Biodiversity Now Commercializes the Revival of Habitats

It’s been a long journey from the Helsinki Challenge gala in November to the today, and the winners have been busy. Team Biodiversity Now, led by professor Markku Ollikainen, won second place in the Helsinki Challenge competition and were awarded €125,000 to put their idea into practice.

Now they are working hard on their idea – a habitat bank that protects nature’s biodiversity – to be implemented at the start of next year. They are developing the world’s first operational offset market mechanism, in order to prevent the reduction of the global biodiversity of nature.

“Our solution has great societal significance, at the core of which is creating a functional market for nature conservation.”

Through the bank, a company that reduces nature’s diversity, for instance, could increase nature’s diversity elsewhere as compensation.

“We have received lots of thanks from people for finally setting this up for real,” Ollikainen says.

Conservationists have long thought that this sort of an offset market mechanism would be a good solution. Until now, no one has implemented it.

A mixed bunch of interested developers

When a completely new means of control for conservation that supports diversity is being built in Finland, there is no shortage of interested parties. The group’s last workshop had a staggering number of over a hundred participants thinking about the different aspects of compensation and launching the pilot.

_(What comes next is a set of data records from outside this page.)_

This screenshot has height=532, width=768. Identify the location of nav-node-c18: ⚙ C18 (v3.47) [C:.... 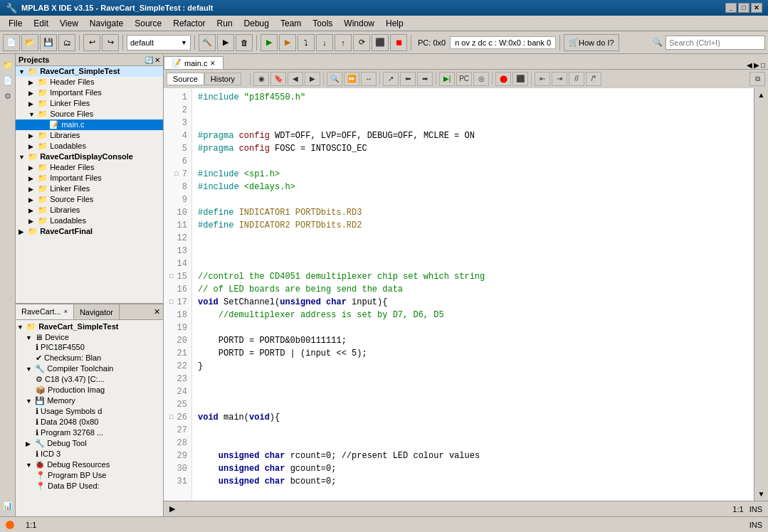
(90, 380).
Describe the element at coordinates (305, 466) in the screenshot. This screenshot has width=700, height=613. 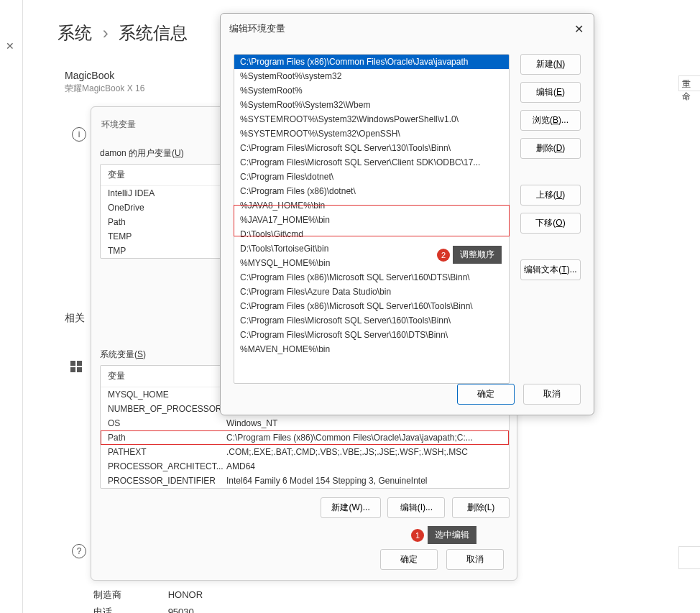
I see `table-row: PROCESSOR_ARCHITECT...AMD64` at that location.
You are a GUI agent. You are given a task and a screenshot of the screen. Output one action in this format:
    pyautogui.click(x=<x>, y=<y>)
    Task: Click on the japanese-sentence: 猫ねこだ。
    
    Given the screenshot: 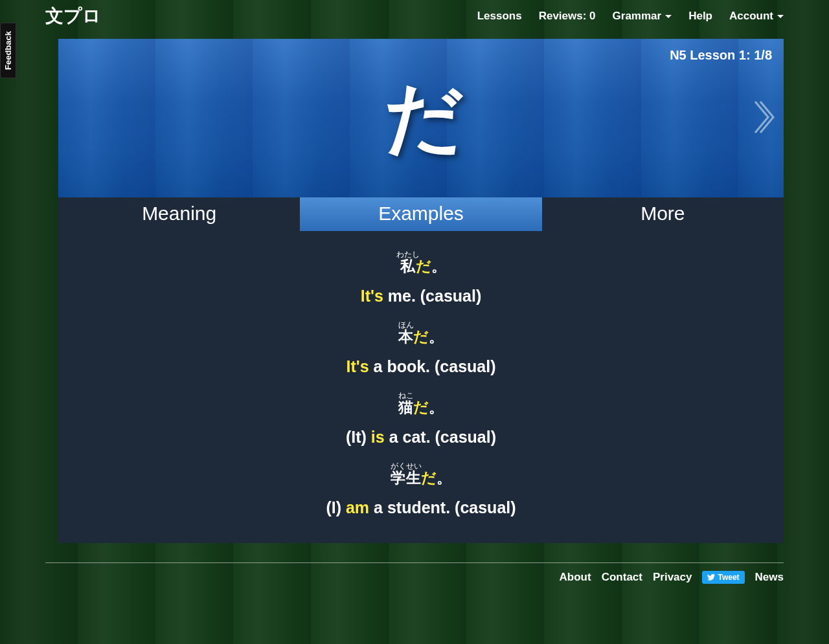 What is the action you would take?
    pyautogui.click(x=421, y=405)
    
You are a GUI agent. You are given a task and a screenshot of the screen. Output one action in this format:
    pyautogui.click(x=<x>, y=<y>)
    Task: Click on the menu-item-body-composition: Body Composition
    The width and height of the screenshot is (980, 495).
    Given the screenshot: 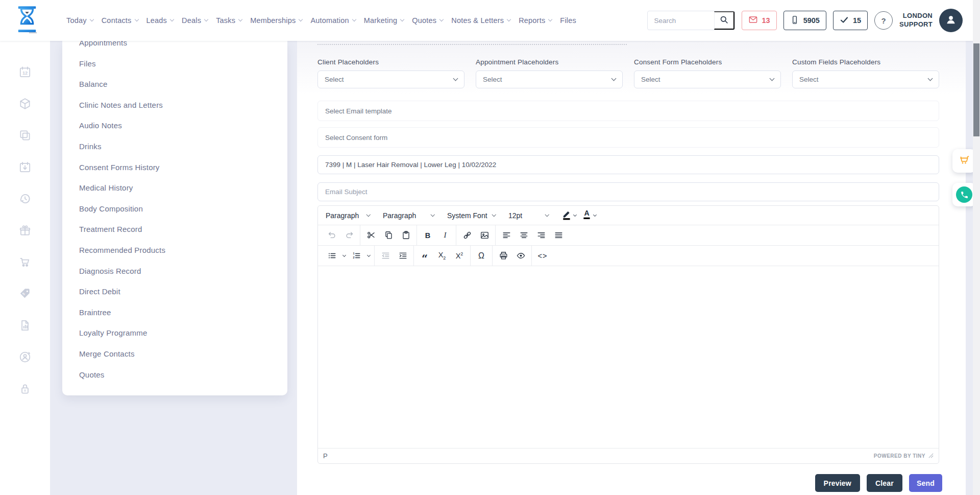 What is the action you would take?
    pyautogui.click(x=175, y=209)
    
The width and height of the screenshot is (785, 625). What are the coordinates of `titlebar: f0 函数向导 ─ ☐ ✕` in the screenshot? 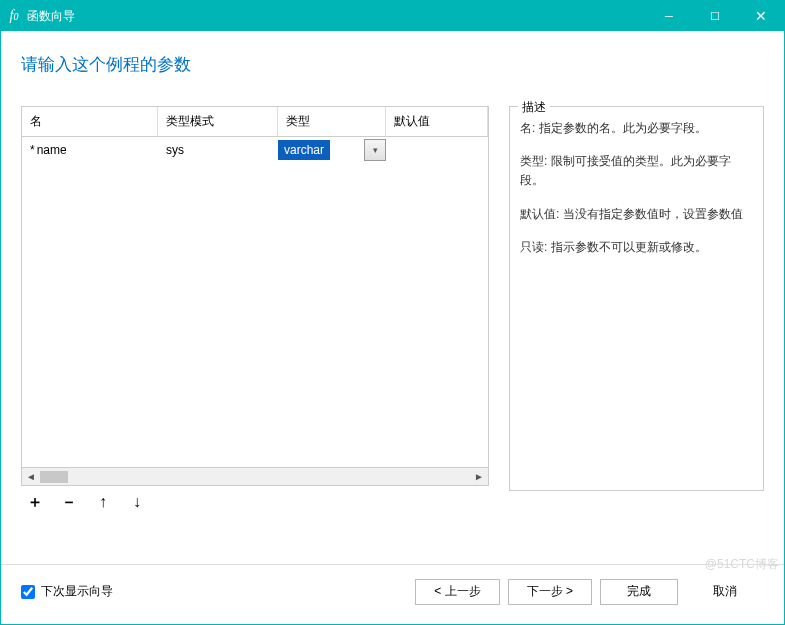 It's located at (392, 16).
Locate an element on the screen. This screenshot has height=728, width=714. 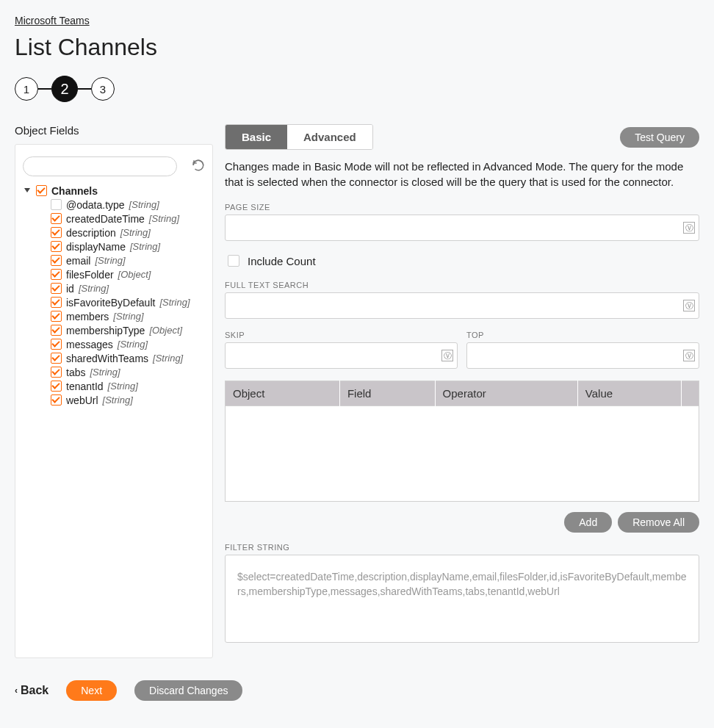
filter-string-label: FILTER STRING is located at coordinates (462, 547).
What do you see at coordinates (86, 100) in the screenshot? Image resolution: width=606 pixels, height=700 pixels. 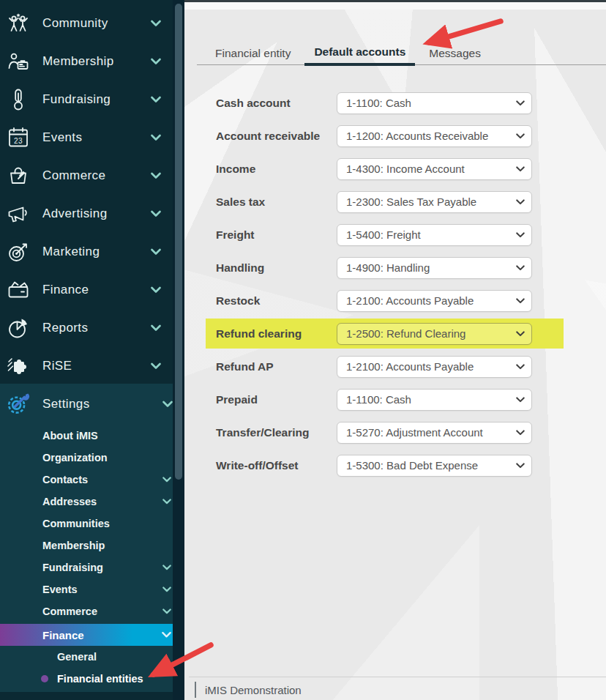 I see `sidebar-item-fundraising: Fundraising` at bounding box center [86, 100].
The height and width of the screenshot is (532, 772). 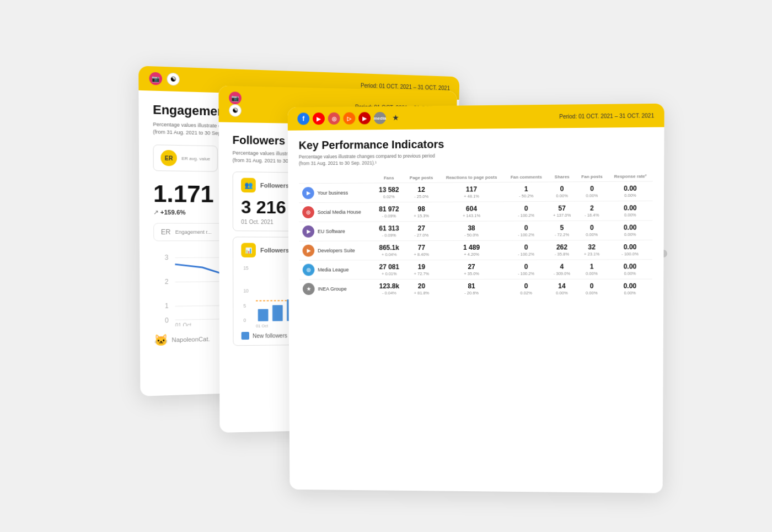 What do you see at coordinates (169, 158) in the screenshot?
I see `er-avg-icon: ER` at bounding box center [169, 158].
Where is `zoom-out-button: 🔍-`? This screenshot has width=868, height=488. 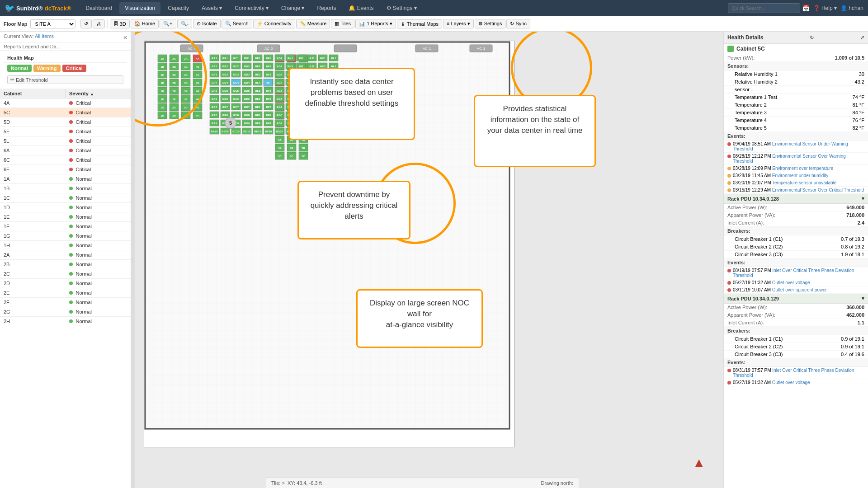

“There has been great interest especially from the business world. We are also collaborating intensely with ministries,” Oilikainen elaborates.

After Helsinki Challenge the team will strengthen its cooperation with Metsähallitus, who have plenty of expertise in reviving the special characteristics of habitats. Sitra are also providing financial support for the implementation of the team’s idea.

The aim is for the pilot bank’s model, which will be operating in Finland from the start of next year, to be applied in other countries too. The impact on the diversity of the world’s nature would be massive.

Next, the team will apply for substantial funding from the European Investment Bank for setting up the habitat bank and procuring compensations from landowners.

Surprising encounters moved the idea forward

Participating in the Helsinki Challenge facilitated meeting the right people and picking up the speed in implementing the idea.

“A real gold nugget for us was meeting Anneli Valpola, an expert in strategic business management, at a Challenge event,” Ollikainen ponders.

Valpola guided and advised the team on the business side of their idea. The whole team are still actively in contact with Valpola and gain important insight in the different stages of implementing the idea. This connection probably would not have been made without the contact created by Challenge. Ollikainen is also grateful for the intellectual sparring sessions that took place along the competition.

“Without Helsinki Challenge we would have taken this idea forward in a different form. It would have stayed more on the side of research. Now, a concrete solution came to us faster,” Ollikainen says.

Watch team Biodiversity Now pitch in the Helsinki Challenge 2014-2015 Grand Finale.